A 5-minute guided reflection that separates what actually happened from what your mind made it mean, and helps you find words that open a door instead of closing one.
You know the loop. Something happened. You've been turning it over ever since, and the more you replay it, the heavier it gets.
Not because the situation is unsolvable. Because you're stuck in the story about it.
Blindspot is built to help you get out of that loop.
Start with What Actually Happened
The first thing Blindspot asks you to do is describe the moment like a camera would have recorded it. No feelings yet. No interpretation. Just the facts.
- "They came home and went straight to their room without saying hi."
- "They sent one word back after I wrote three paragraphs."
- "They didn't mention it in the meeting."
This step is harder than it sounds. Most of us skip straight to what it meant. Blindspot slows that down on purpose.
See the Story You're Running
Once you've described what happened, Aura reads between the lines and surfaces the inner narrative you're most likely running.
These are the "my mind said" statements, the interpretations that feel like facts but aren't.
- "My mind said... I'm not a priority to them."
- "My mind said... they're pulling away."
- "My mind said... they think I'm too much."
You choose the one that fits, or write your own. Then you name the core need underneath it: connection, respect, safety, or freedom.
Get Three Ways to See It Differently
From there, Blindspot generates three perspective lenses, each one designed to interrupt the loop from a different angle.
- The Compassion Lens asks: what if they're hurting too?
- The Responsibility Lens asks: what's your part in this?
- The Story Lens asks: what are you actually assuming?
You don't have to agree with any of them. But seeing the situation from a different angle is usually enough to shift something.
Walk Away with Words You Can Actually Use
The final output is a real script, built around your specific situation and your core need.
It has three parts: what you observed, what you felt and needed, and what you're asking for. It's grounded in Nonviolent Communication, a framework used in therapy and mediation, and written in plain language you can actually say out loud.
You can copy it, adjust it, or just use it as a starting point.
The goal isn't a perfect conversation. It's words that open a door instead of closing one.
Ready to get out of the loop? Open Aura and try Blindspot.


> [Your instructions]
The pictures stay out; all of the data is to be printed exactly.

■ ■ ■ ■

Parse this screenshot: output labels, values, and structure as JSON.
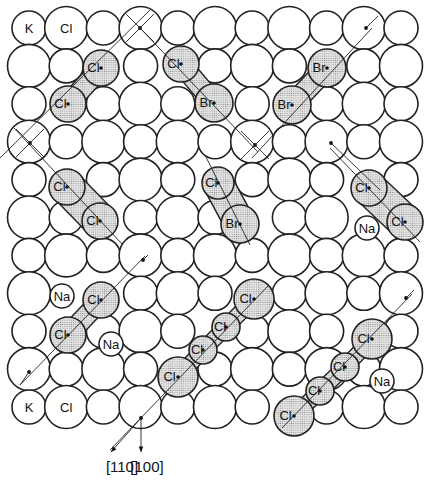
{
  "figure": {
    "width": 435,
    "height": 482
  },
  "lattice": {
    "cols": 11,
    "rows": 11,
    "origin_x": 29,
    "origin_y": 28,
    "pitch_x": 37.2,
    "pitch_y": 37.9,
    "small_radius": 17,
    "large_radius": 21.5,
    "corner_labels": [
      {
        "col": 0,
        "row": 0,
        "text": "K"
      },
      {
        "col": 1,
        "row": 0,
        "text": "Cl"
      },
      {
        "col": 0,
        "row": 10,
        "text": "K"
      },
      {
        "col": 1,
        "row": 10,
        "text": "Cl"
      }
    ]
  },
  "impurities": [
    {
      "text": "Na",
      "x": 367,
      "y": 228,
      "r": 12
    },
    {
      "text": "Na",
      "x": 62,
      "y": 296,
      "r": 12
    },
    {
      "text": "Na",
      "x": 111,
      "y": 344,
      "r": 12
    },
    {
      "text": "Na",
      "x": 382,
      "y": 381,
      "r": 12
    }
  ],
  "molecules": [
    {
      "name": "Cl2 [110]",
      "atoms": [
        {
          "text": "Cl",
          "x": 101,
          "y": 68,
          "r": 18
        },
        {
          "text": "Cl",
          "x": 68,
          "y": 104,
          "r": 18
        }
      ],
      "axis": [
        [
          0,
          158
        ],
        [
          150,
          10
        ]
      ]
    },
    {
      "name": "ClBr [1-10]",
      "atoms": [
        {
          "text": "Cl",
          "x": 181,
          "y": 64,
          "r": 18
        },
        {
          "text": "Br",
          "x": 214,
          "y": 103,
          "r": 19
        }
      ],
      "axis": [
        [
          140,
          28
        ],
        [
          258,
          152
        ]
      ]
    },
    {
      "name": "Br2 [110]",
      "atoms": [
        {
          "text": "Br",
          "x": 327,
          "y": 68,
          "r": 19
        },
        {
          "text": "Br",
          "x": 292,
          "y": 105,
          "r": 19
        }
      ],
      "axis": [
        [
          252,
          158
        ],
        [
          372,
          28
        ]
      ]
    },
    {
      "name": "Cl2 [1-10] pair",
      "atoms": [
        {
          "text": "Cl",
          "x": 67,
          "y": 187,
          "r": 18
        },
        {
          "text": "Cl",
          "x": 100,
          "y": 221,
          "r": 18
        }
      ],
      "axis": [
        [
          14,
          128
        ],
        [
          122,
          244
        ]
      ],
      "elongated": true
    },
    {
      "name": "ClBr [1-20]",
      "atoms": [
        {
          "text": "Cl",
          "x": 218,
          "y": 183,
          "r": 16
        },
        {
          "text": "Br",
          "x": 240,
          "y": 224,
          "r": 19
        }
      ],
      "axis": [
        [
          205,
          155
        ],
        [
          250,
          245
        ]
      ],
      "elongated": true
    },
    {
      "name": "Cl2 [1-10] right",
      "atoms": [
        {
          "text": "Cl",
          "x": 369,
          "y": 188,
          "r": 18
        },
        {
          "text": "Cl",
          "x": 405,
          "y": 222,
          "r": 18
        }
      ],
      "axis": [
        [
          330,
          148
        ],
        [
          420,
          242
        ]
      ],
      "elongated": true
    },
    {
      "name": "Cl2 [110] lower-left",
      "atoms": [
        {
          "text": "Cl",
          "x": 101,
          "y": 300,
          "r": 18
        },
        {
          "text": "Cl",
          "x": 68,
          "y": 335,
          "r": 18
        }
      ],
      "axis": [
        [
          20,
          385
        ],
        [
          145,
          256
        ]
      ]
    },
    {
      "name": "Cl4 chain centre",
      "atoms": [
        {
          "text": "Cl",
          "x": 254,
          "y": 299,
          "r": 20
        },
        {
          "text": "Cl",
          "x": 226,
          "y": 327,
          "r": 14
        },
        {
          "text": "Cl",
          "x": 203,
          "y": 350,
          "r": 14
        },
        {
          "text": "Cl",
          "x": 178,
          "y": 377,
          "r": 20
        }
      ],
      "axis": [
        [
          110,
          450
        ],
        [
          268,
          286
        ]
      ]
    },
    {
      "name": "Cl4 chain right",
      "atoms": [
        {
          "text": "Cl",
          "x": 372,
          "y": 339,
          "r": 20
        },
        {
          "text": "Cl",
          "x": 345,
          "y": 367,
          "r": 14
        },
        {
          "text": "Cl",
          "x": 320,
          "y": 391,
          "r": 14
        },
        {
          "text": "Cl",
          "x": 294,
          "y": 416,
          "r": 20
        }
      ],
      "axis": [
        [
          282,
          428
        ],
        [
          412,
          294
        ]
      ]
    }
  ],
  "marks": [
    {
      "type": "cross",
      "x": 140,
      "y": 28
    },
    {
      "type": "dot-line",
      "x": 366,
      "y": 28,
      "to": [
        378,
        16
      ]
    },
    {
      "type": "cross",
      "x": 30,
      "y": 143
    },
    {
      "type": "cross",
      "x": 255,
      "y": 145
    },
    {
      "type": "dot-line",
      "x": 331,
      "y": 143,
      "to": [
        380,
        190
      ]
    },
    {
      "type": "dot-line",
      "x": 143,
      "y": 260,
      "to": [
        148,
        255
      ]
    },
    {
      "type": "dot-line",
      "x": 406,
      "y": 298,
      "to": [
        414,
        290
      ]
    },
    {
      "type": "dot-line",
      "x": 29,
      "y": 372,
      "to": [
        20,
        385
      ]
    }
  ],
  "directions": {
    "origin": {
      "x": 141,
      "y": 418
    },
    "arrows": [
      {
        "label": "[110]",
        "to": [
          111,
          452
        ],
        "label_x": 122,
        "label_y": 472
      },
      {
        "label": "[100]",
        "to": [
          141,
          452
        ],
        "label_x": 147,
        "label_y": 472
      }
    ]
  }
}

■ ■ ■ ■

> [Written response]
Parse this screenshot: output labels, values, and structure as JSON.
{
  "figure": {
    "width": 435,
    "height": 482
  },
  "lattice": {
    "cols": 11,
    "rows": 11,
    "origin_x": 29,
    "origin_y": 28,
    "pitch_x": 37.2,
    "pitch_y": 37.9,
    "small_radius": 17,
    "large_radius": 21.5,
    "corner_labels": [
      {
        "col": 0,
        "row": 0,
        "text": "K"
      },
      {
        "col": 1,
        "row": 0,
        "text": "Cl"
      },
      {
        "col": 0,
        "row": 10,
        "text": "K"
      },
      {
        "col": 1,
        "row": 10,
        "text": "Cl"
      }
    ]
  },
  "impurities": [
    {
      "text": "Na",
      "x": 367,
      "y": 228,
      "r": 12
    },
    {
      "text": "Na",
      "x": 62,
      "y": 296,
      "r": 12
    },
    {
      "text": "Na",
      "x": 111,
      "y": 344,
      "r": 12
    },
    {
      "text": "Na",
      "x": 382,
      "y": 381,
      "r": 12
    }
  ],
  "molecules": [
    {
      "name": "Cl2 [110]",
      "atoms": [
        {
          "text": "Cl",
          "x": 101,
          "y": 68,
          "r": 18
        },
        {
          "text": "Cl",
          "x": 68,
          "y": 104,
          "r": 18
        }
      ],
      "axis": [
        [
          0,
          158
        ],
        [
          150,
          10
        ]
      ]
    },
    {
      "name": "ClBr [1-10]",
      "atoms": [
        {
          "text": "Cl",
          "x": 181,
          "y": 64,
          "r": 18
        },
        {
          "text": "Br",
          "x": 214,
          "y": 103,
          "r": 19
        }
      ],
      "axis": [
        [
          140,
          28
        ],
        [
          258,
          152
        ]
      ]
    },
    {
      "name": "Br2 [110]",
      "atoms": [
        {
          "text": "Br",
          "x": 327,
          "y": 68,
          "r": 19
        },
        {
          "text": "Br",
          "x": 292,
          "y": 105,
          "r": 19
        }
      ],
      "axis": [
        [
          252,
          158
        ],
        [
          372,
          28
        ]
      ]
    },
    {
      "name": "Cl2 [1-10] pair",
      "atoms": [
        {
          "text": "Cl",
          "x": 67,
          "y": 187,
          "r": 18
        },
        {
          "text": "Cl",
          "x": 100,
          "y": 221,
          "r": 18
        }
      ],
      "axis": [
        [
          14,
          128
        ],
        [
          122,
          244
        ]
      ],
      "elongated": true
    },
    {
      "name": "ClBr [1-20]",
      "atoms": [
        {
          "text": "Cl",
          "x": 218,
          "y": 183,
          "r": 16
        },
        {
          "text": "Br",
          "x": 240,
          "y": 224,
          "r": 19
        }
      ],
      "axis": [
        [
          205,
          155
        ],
        [
          250,
          245
        ]
      ],
      "elongated": true
    },
    {
      "name": "Cl2 [1-10] right",
      "atoms": [
        {
          "text": "Cl",
          "x": 369,
          "y": 188,
          "r": 18
        },
        {
          "text": "Cl",
          "x": 405,
          "y": 222,
          "r": 18
        }
      ],
      "axis": [
        [
          330,
          148
        ],
        [
          420,
          242
        ]
      ],
      "elongated": true
    },
    {
      "name": "Cl2 [110] lower-left",
      "atoms": [
        {
          "text": "Cl",
          "x": 101,
          "y": 300,
          "r": 18
        },
        {
          "text": "Cl",
          "x": 68,
          "y": 335,
          "r": 18
        }
      ],
      "axis": [
        [
          20,
          385
        ],
        [
          145,
          256
        ]
      ]
    },
    {
      "name": "Cl4 chain centre",
      "atoms": [
        {
          "text": "Cl",
          "x": 254,
          "y": 299,
          "r": 20
        },
        {
          "text": "Cl",
          "x": 226,
          "y": 327,
          "r": 14
        },
        {
          "text": "Cl",
          "x": 203,
          "y": 350,
          "r": 14
        },
        {
          "text": "Cl",
          "x": 178,
          "y": 377,
          "r": 20
        }
      ],
      "axis": [
        [
          110,
          450
        ],
        [
          268,
          286
        ]
      ]
    },
    {
      "name": "Cl4 chain right",
      "atoms": [
        {
          "text": "Cl",
          "x": 372,
          "y": 339,
          "r": 20
        },
        {
          "text": "Cl",
          "x": 345,
          "y": 367,
          "r": 14
        },
        {
          "text": "Cl",
          "x": 320,
          "y": 391,
          "r": 14
        },
        {
          "text": "Cl",
          "x": 294,
          "y": 416,
          "r": 20
        }
      ],
      "axis": [
        [
          282,
          428
        ],
        [
          412,
          294
        ]
      ]
    }
  ],
  "marks": [
    {
      "type": "cross",
      "x": 140,
      "y": 28
    },
    {
      "type": "dot-line",
      "x": 366,
      "y": 28,
      "to": [
        378,
        16
      ]
    },
    {
      "type": "cross",
      "x": 30,
      "y": 143
    },
    {
      "type": "cross",
      "x": 255,
      "y": 145
    },
    {
      "type": "dot-line",
      "x": 331,
      "y": 143,
      "to": [
        380,
        190
      ]
    },
    {
      "type": "dot-line",
      "x": 143,
      "y": 260,
      "to": [
        148,
        255
      ]
    },
    {
      "type": "dot-line",
      "x": 406,
      "y": 298,
      "to": [
        414,
        290
      ]
    },
    {
      "type": "dot-line",
      "x": 29,
      "y": 372,
      "to": [
        20,
        385
      ]
    }
  ],
  "directions": {
    "origin": {
      "x": 141,
      "y": 418
    },
    "arrows": [
      {
        "label": "[110]",
        "to": [
          111,
          452
        ],
        "label_x": 122,
        "label_y": 472
      },
      {
        "label": "[100]",
        "to": [
          141,
          452
        ],
        "label_x": 147,
        "label_y": 472
      }
    ]
  }
}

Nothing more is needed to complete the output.